Bold Ideas, Essential Reading since 1936.
Rutgers University Press is dedicated to the advancement and dissemination of knowledge for a wide range of readers. The Press reflects and extends the University’s core mission of research, instruction, and service. They enhance the work of their authors through exceptional publications that shape critical issues, spark debate, and enrich teaching. Core subjects include: film and media studies, sociology, anthropology, education, history, health, history of medicine, human rights, urban studies, criminal justice, Jewish studies, American studies, women's, gender, and sexuality studies, LGBTQ, Latino/a, Asian and African studies, as well as books about New York, New Jersey, and the region.
Rutgers also distributes books published by Bucknell University Press.
From Canton Restaurant to Panda Express
A History of Chinese Food in the United States
Race, Religion, and Civil Rights
Asian Students on the West Coast, 1900-1968
This Is Our Land
Grassroots Environmentalism in the Late Twentieth Century
Three Centuries of Conflict in East Timor
Acting
Running Dry
Essays on Energy, Water, and Environmental Crisis
The War of My Generation
Youth Culture and the War on Terror
Rutgers since 1945
A History of the State University of New Jersey
Race and Retail
Consumption across the Color Line
Race and Retail
Consumption across the Color Line
Police, Power, and the Production of Racial Boundaries
My Fair Ladies
Female Robots, Androids, and Other Artificial Eves
The Blacker the Ink
Constructions of Black Identity in Comics and Sequential Art
The Blacker the Ink
Constructions of Black Identity in Comics and Sequential Art
The Transatlantic Zombie
Slavery, Rebellion, and Living Death
On Racial Icons
Blackness and the Public Imagination
Jewish Peoplehood
An American Innovation
Intersections of Harm
Narratives of Latina Deviance and Defiance
Movie Migrations
Transnational Genre Flows and South Korean Cinema
Prison and Social Death
Blaming the Poor
The Long Shadow of the Moynihan Report on Cruel Images about Poverty
The Tragedy of the Commodity
Oceans, Fisheries, and Aquaculture
Beautiful Terrible Ruins
Detroit and the Anxiety of Decline
Our Caribbean Kin
Race and Nation in the Neoliberal Antilles
Valuing Deaf Worlds in Urban India
The Bronx
The Ultimate Guide to New York City's Beautiful Borough
The Price of Nuclear Power
Uranium Communities and Environmental Justice
Taking the Heat
Women Chefs and Gender Inequality in the Professional Kitchen
Racial Ambiguity in Asian American Culture
The Forgotten Men
Serving a Life without Parole Sentence
The Renewal of the Kibbutz
From Reform to Transformation
Sound
Dialogue, Music, and Effects
Shaky Foundations
The Politics-Patronage-Social Science Nexus in Cold War America
Shaky Foundations provides the first extensive examination of a new patronage system for the social sciences that emerged in the early Cold War years and took more definite shape during the 1950s and early 1960s. Focusing on the defense department, the Ford Foundation, and the National Science Foundation, Mark Solovey explores the struggles of these various funders to define what counted as legitimate social science and how their policies and programs helped to shape the goals, subject matter, methodologies, and social implications of academic social research in the nuclear age.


**Exercise requirements:** Retype the entries below exactly, and keep every picture out of your version.

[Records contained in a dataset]
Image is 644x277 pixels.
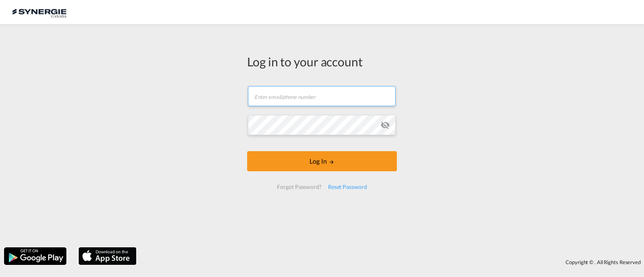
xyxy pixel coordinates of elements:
div: Reset Password [325,180,370,194]
div: Copyright © . All Rights Reserved [141,255,644,269]
img: apple.png [78,246,137,266]
md-icon: icon-eye-off [380,120,390,130]
input: Enter email/phone number [248,86,396,106]
img: google.png [3,246,67,266]
div: Log in to your account [247,53,397,70]
img: 1f56c880d42311ef80fc7dca854c8e59.png [12,3,66,21]
div: Forgot Password? [274,180,324,194]
button: LOGIN [247,151,397,171]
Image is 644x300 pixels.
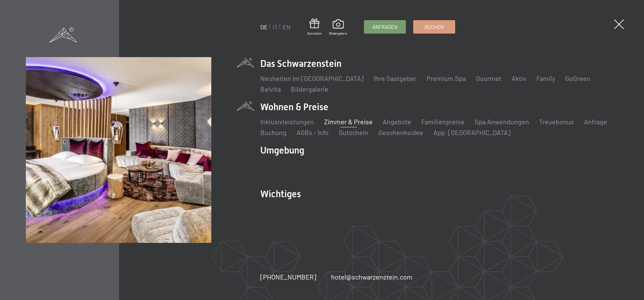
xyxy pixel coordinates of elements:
[425,23,443,31] span: Buchen
[374,74,417,82] a: Ihre Gastgeber
[427,74,466,82] a: Premium Spa
[413,20,455,33] a: Buchen
[339,128,369,136] a: Gutschein
[260,74,363,82] a: Neuheiten im [GEOGRAPHIC_DATA]
[329,20,347,36] a: Bildergalerie
[511,74,526,82] a: Aktiv
[260,273,316,281] span: [PHONE_NUMBER]
[260,117,314,126] a: Inklusivleistungen
[364,20,406,33] a: Anfragen
[329,31,347,36] span: Bildergalerie
[537,74,555,82] a: Family
[565,74,590,82] a: GoGreen
[584,117,607,126] a: Anfrage
[539,117,574,126] a: Treuebonus
[433,128,511,136] a: App. [GEOGRAPHIC_DATA]
[383,117,411,126] a: Angebote
[324,117,372,126] a: Zimmer & Preise
[260,85,281,93] a: Belvita
[307,18,322,36] a: Gutschein
[260,272,316,282] a: [PHONE_NUMBER]
[372,23,397,31] span: Anfragen
[331,272,412,282] a: hotel@schwarzenstein.com
[283,23,290,31] a: EN
[260,128,287,136] a: Buchung
[296,128,329,136] a: AGBs - Info
[476,74,501,82] a: Gourmet
[273,23,277,31] a: IT
[378,128,423,136] a: Geschenksidee
[260,23,268,31] a: DE
[475,117,529,126] a: Spa Anwendungen
[307,31,322,36] span: Gutschein
[291,85,328,93] a: Bildergalerie
[421,117,464,126] a: Familienpreise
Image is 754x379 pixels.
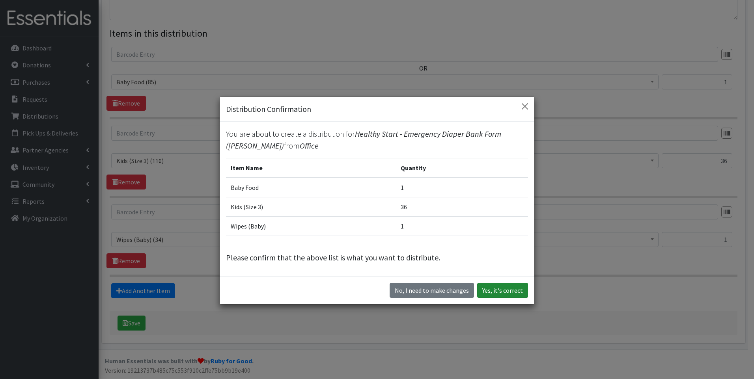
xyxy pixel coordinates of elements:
p: You are about to create a distribution for from [226,128,528,152]
td: Wipes (Baby) [226,217,396,236]
td: Kids (Size 3) [226,197,396,217]
h5: Distribution Confirmation [226,103,311,115]
button: Yes, it's correct [477,283,528,298]
span: Office [300,141,318,151]
td: 1 [396,178,528,197]
button: Close [518,100,531,113]
button: No I need to make changes [389,283,474,298]
td: 1 [396,217,528,236]
th: Item Name [226,158,396,178]
span: Healthy Start - Emergency Diaper Bank Form ([PERSON_NAME]) [226,129,501,151]
p: Please confirm that the above list is what you want to distribute. [226,252,528,264]
th: Quantity [396,158,528,178]
td: 36 [396,197,528,217]
td: Baby Food [226,178,396,197]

**Reply to the task:**
Image is 644x277 pixels.
xyxy pixel coordinates of elements:
div: Reset Password [325,180,370,194]
div: Copyright © . All Rights Reserved [141,255,644,269]
img: apple.png [78,246,137,266]
md-icon: icon-eye-off [380,120,390,130]
input: Enter email/phone number [248,86,396,106]
img: google.png [3,246,67,266]
div: Log in to your account [247,53,397,70]
img: 1f56c880d42311ef80fc7dca854c8e59.png [12,3,66,21]
div: Forgot Password? [274,180,324,194]
button: LOGIN [247,151,397,171]
Image is 644x300 pixels.
xyxy pixel coordinates of elements:
[425,23,443,31] span: Buchen
[374,74,417,82] a: Ihre Gastgeber
[427,74,466,82] a: Premium Spa
[413,20,455,33] a: Buchen
[339,128,369,136] a: Gutschein
[260,74,363,82] a: Neuheiten im [GEOGRAPHIC_DATA]
[329,20,347,36] a: Bildergalerie
[511,74,526,82] a: Aktiv
[260,273,316,281] span: [PHONE_NUMBER]
[260,117,314,126] a: Inklusivleistungen
[364,20,406,33] a: Anfragen
[329,31,347,36] span: Bildergalerie
[537,74,555,82] a: Family
[565,74,590,82] a: GoGreen
[584,117,607,126] a: Anfrage
[539,117,574,126] a: Treuebonus
[433,128,511,136] a: App. [GEOGRAPHIC_DATA]
[383,117,411,126] a: Angebote
[324,117,372,126] a: Zimmer & Preise
[260,85,281,93] a: Belvita
[307,18,322,36] a: Gutschein
[260,272,316,282] a: [PHONE_NUMBER]
[372,23,397,31] span: Anfragen
[331,272,412,282] a: hotel@schwarzenstein.com
[283,23,290,31] a: EN
[260,128,287,136] a: Buchung
[296,128,329,136] a: AGBs - Info
[476,74,501,82] a: Gourmet
[273,23,277,31] a: IT
[378,128,423,136] a: Geschenksidee
[260,23,268,31] a: DE
[475,117,529,126] a: Spa Anwendungen
[307,31,322,36] span: Gutschein
[291,85,328,93] a: Bildergalerie
[421,117,464,126] a: Familienpreise
Image is 754x379 pixels.
xyxy pixel coordinates of elements:
p: You are about to create a distribution for from [226,128,528,152]
td: Wipes (Baby) [226,217,396,236]
td: Kids (Size 3) [226,197,396,217]
h5: Distribution Confirmation [226,103,311,115]
button: Yes, it's correct [477,283,528,298]
span: Office [300,141,318,151]
td: 1 [396,178,528,197]
button: Close [518,100,531,113]
button: No I need to make changes [389,283,474,298]
td: 1 [396,217,528,236]
th: Item Name [226,158,396,178]
span: Healthy Start - Emergency Diaper Bank Form ([PERSON_NAME]) [226,129,501,151]
p: Please confirm that the above list is what you want to distribute. [226,252,528,264]
th: Quantity [396,158,528,178]
td: 36 [396,197,528,217]
td: Baby Food [226,178,396,197]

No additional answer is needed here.